Taha, Mirghani Talks Focus on Peace Process

Author: 
Agence France Presse
Publication Date: 
Sat, 2004-06-12 03:00

CAIRO, 12 June 2004 — Sudanese Vice President Ali Osman Taha has held talks here with one of his government’s leading political opponents, Egypt’s official MENA new agency reported yesterday. The discussions between Taha and Mohamed Osman Al-Mirghani, head of the Democratic Unionist Party, focused on the peace process in Sudan.

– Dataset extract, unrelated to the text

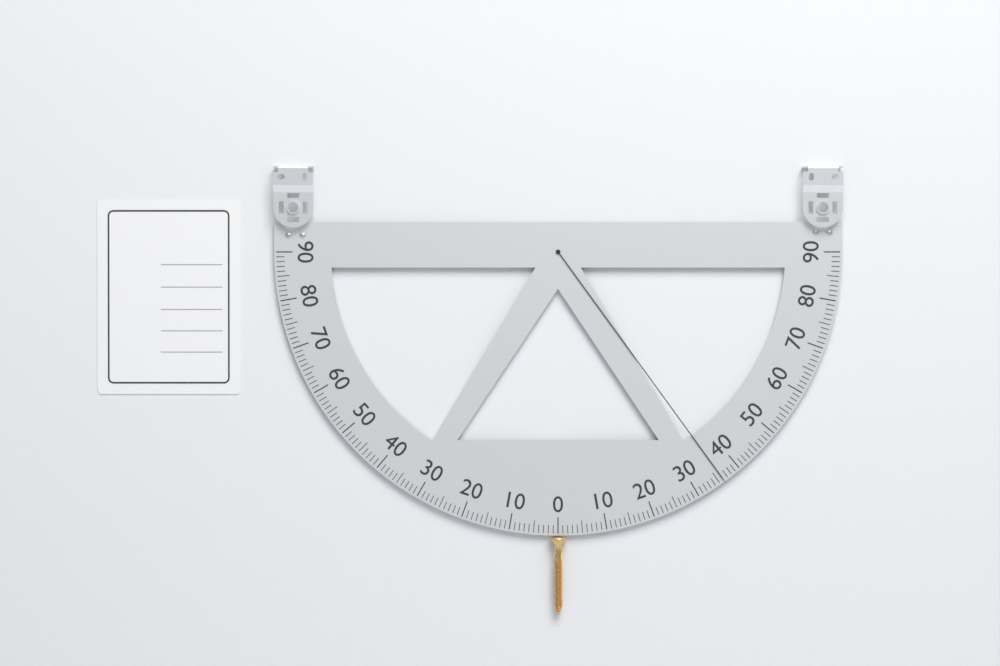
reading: 36 (no unit)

The agency added that Taha briefed the leader of the DUP, the second largest of Sudan’s traditional political groups, on the recently signed peace protocols between his government and the rebel Sudan People’s Liberation Army (SPLA). Taha was also said to have stressed to Mirghani the “comprehensiveness of the political solution in Sudan.”

MENA quoted Mirghani, who also doubles as head of the National Democratic Alliance (NDA), a grouping of northern and southern opposition groups, as saying dialogue between the opposition the government will continue in Cairo. He further called on “all opposition forces to return to Sudan and participate in the national dialogue,” MENA said. The deal does not, however, address the conflict in Darfur that erupted early last year.

Meanwhile, a group of rebels from the Sudan Liberation Army have unseated two of the SLA’s top leaders, a spokesman said yesterday. Amer Mahmud Adam Fadallah said that SLA leader Abdel Wahid Mohamed Nour and Secretary-General Mani Minawi were removed early this month. He said the decision to oust them followed a meeting of some 560 SLA members in northern Darfur, who unanimously voted in favor of a motion to remove Minawi and Nour from their leadership positions. “Minawi was the movement’s real leader; he led it single-handedly and in an undemocratic manner, therefore it was decided that he should be removed,” said Fadallah

He added that the meeting was chaired by Ali Hamid Nour Shoubar, attended by “political and military figures and took place at the rebel held Wadi Hawar area in northern Darfur.”

In another development, Sudan’s main rebel leader John Garang paid tribute to thousands of southern Sudanese who yesterday thronged to hear his promise of peace for a country wracked by 21 years of civil war in Rumbek.

Thousands of people crammed into the central Freedom Square to cheer Garang’s arrival, chanting “Welcome chairman, welcome president”.